Eventual national champions earn everything
Charles Schwab Field Omaha is filled with 17,000 spectators to watch the 2019 Big Ten Tournament Championship defeat of Nebraska by Ohio State. Courtesy photo
SHEPHERDSTOWN — Omaha. Hard by the Missouri River and within sight of Council Bluffs in Iowa.
When literally earning passage to Omaha, the college baseball players who arrive in June don’t think about the well-known steaks the city is famed for serving or selling through delivery services.
It’s been a winding road and a sometimes battered bullpen that finally gets the eight teams entered in the College World Series to their hallowed places in the select field.
There were 64 teams that scratched their way into the original national tournament field.
The NCAA governing body accepts the winners of many suspect conferences, and then divides the seeded teams into 16 regionals, to begin quickly winnowing them down to the eight that will bounce into Omaha with both regional and Super Regional championships.
Historically, all this pageantry and baseball poetry began back in 1947, when student George Bush played first base for Yale in both 1947 and 1948, when the Elis finished twice in second place.
Those two season-closing finishes were staged in Kalamazoo, Mich. In 1949, the tournament moved to Wichita for one rendition and then was transported to Omaha, where it has been ever since.
Johnny Rosenblatt Stadium was the spacious home of the College World Series during the reigns of highly successful coaches Rod Dedeaux (Southern California), Bibb Falk and Cliff Gustafson (Texas), Augie Garrido (Cal State-Fullerton and Texas) and Skip Bertman (LSU).
Dedeaux brought the USC Trojans to Rosenblatt seemingly to celebrate another national championship.
He coached 10 national championship teams, including five straight from 1970 through 1974.
After 1960, the tournament has become the playground for teams from the south or west. The last time a school from the cold-spring-weather north won it all came in 1966, when Ohio State prevailed.
No teams have done it better than Southern Cal, LSU, Texas, Arizona State, Arizona, Miami and Call State-Fullerton.
Way back when it all started, only 21 teams were invited to the tournament, which began with eight geographically-based districts that sent representatives to Omaha.
The south and west couldn’t claim all the Series spots. Teams from Holy Cross, little Ithaca in New York, Northern Colorado, Dartmouth, Iowa State, Delaware, Ohio U. and Maine strode into Omaha with district crowns in place.
In today’s tournament atmosphere, the Southeastern, Big 12 and ACC can have teams sprinkled all over the Regional map playing for the right to get to Charles Schwab Field, a newly-in-place dream of a stadium that replaced Rosenblatt and its lack of lounges, sky boxes, loges and luxury suites for the well-heeled.
Nebraskans began to wonder long ago if schools like Florida State would ever win a national title. They still watch to see if the latter-day Seminoles can do better than all the previous Tallahassee teams have shown.
After losing two of three games in the Auburn Region, FSU has been to no fewer than 59 national tournaments, with 23 appearances in the CSW in Omaha . . . and has no national titles. Counting this season, the Seminoles have been to 44 straight NCAA’s, still without even a lonely championship.
Mississippi State won in 2021, the first national title in any men’s or women’s sport for the Bulldogs.
This year’s group of eight survivors now in Omaha for the 2022 laurels are Notre Dame, Oklahoma, Arkansas, Stanford, Mississippi, Auburn, Texas and Texas A&M.
Each session of the tournament sells out of tickets (and The Schwab seats over 25,000) and readies for the full-throated cheering from the students of each team that have followed their charges to Omaha.
Bullpens will be seen in force — far more than during the regular season. But teams only rarely play on two straight days until the finals when two teams will be embroiled in a best-two-of-three series to be played on three straight dates.
Neither West Virginia nor Marshall has ever thrived long enough in any season to reach the College World Series. West Virginia had its chances in the early to mid-1960s, when it usually won the Southern Conference and visited the District 3 tournament in Gastonia, N.C. But even those teams of Coach Steve Harrick were guided out of those tournaments by Florida State or Duke.
More attention is paid to The Series than in its formative days. And Omaha Steaks have slowly been replaced by the College World Series as the city’s claim to fame.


The problem >>
The full listing, word for word and free of images, is the expected result.

--------------------------------

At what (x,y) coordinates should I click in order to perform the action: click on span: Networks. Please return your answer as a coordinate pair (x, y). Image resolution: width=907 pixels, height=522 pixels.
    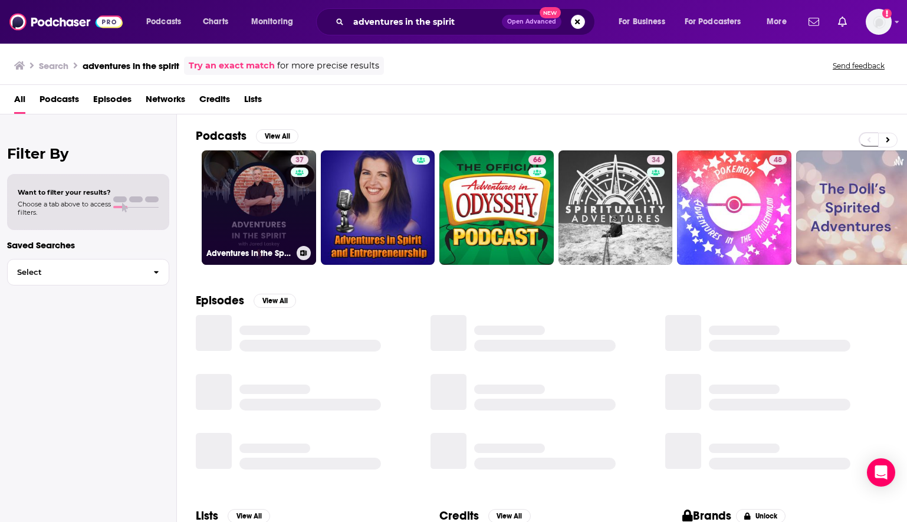
    Looking at the image, I should click on (165, 101).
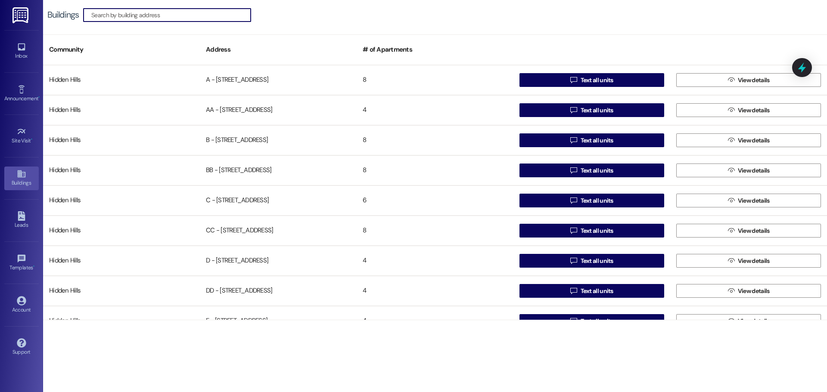 This screenshot has height=392, width=827. I want to click on a: Site Visit •, so click(22, 136).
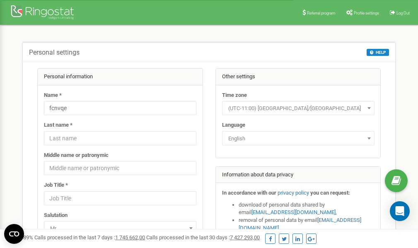 This screenshot has width=418, height=248. What do you see at coordinates (403, 13) in the screenshot?
I see `span: Log Out` at bounding box center [403, 13].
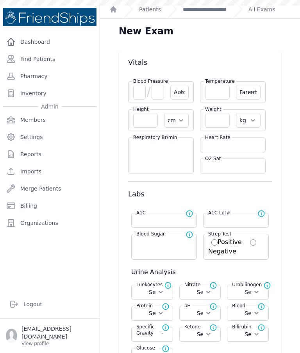 The height and width of the screenshot is (353, 300). What do you see at coordinates (50, 305) in the screenshot?
I see `a: Logout` at bounding box center [50, 305].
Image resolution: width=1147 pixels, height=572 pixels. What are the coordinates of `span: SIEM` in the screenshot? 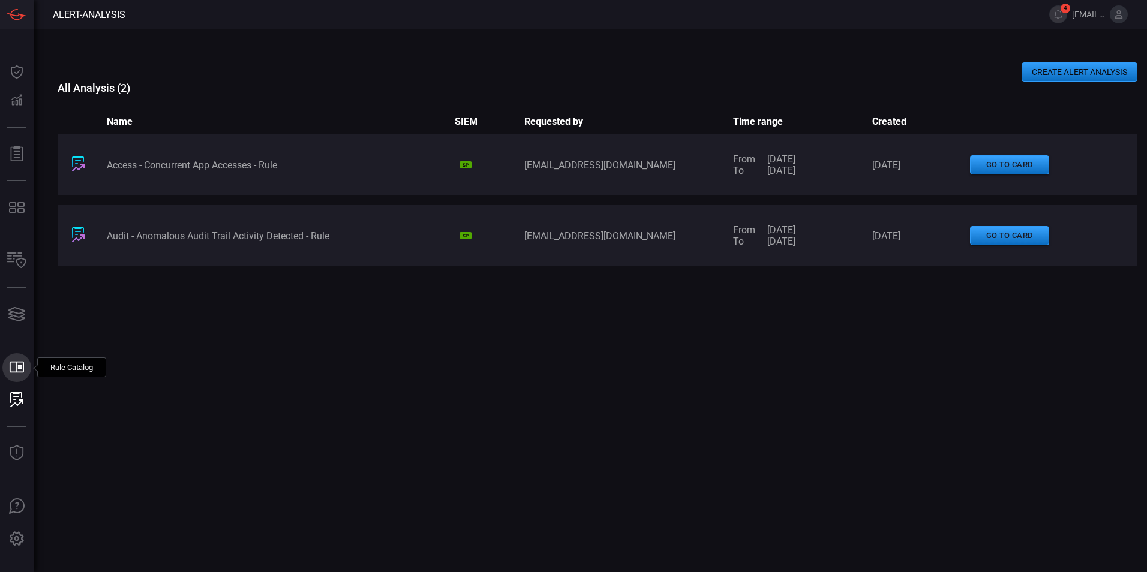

--------------------------------

Written answer >>
At what (x,y) coordinates should I click in order to perform the action: click on span: Networks. Please return your answer as a coordinate pair (x, y). Image resolution: width=907 pixels, height=522 pixels.
    Looking at the image, I should click on (165, 101).
 This screenshot has height=392, width=827. I want to click on a: Site Visit •, so click(22, 136).
 This screenshot has width=418, height=248. What do you see at coordinates (403, 13) in the screenshot?
I see `span: Log Out` at bounding box center [403, 13].
 The height and width of the screenshot is (353, 300). What do you see at coordinates (50, 305) in the screenshot?
I see `a: Logout` at bounding box center [50, 305].
Image resolution: width=1147 pixels, height=572 pixels. What are the coordinates of `span: SIEM` in the screenshot? 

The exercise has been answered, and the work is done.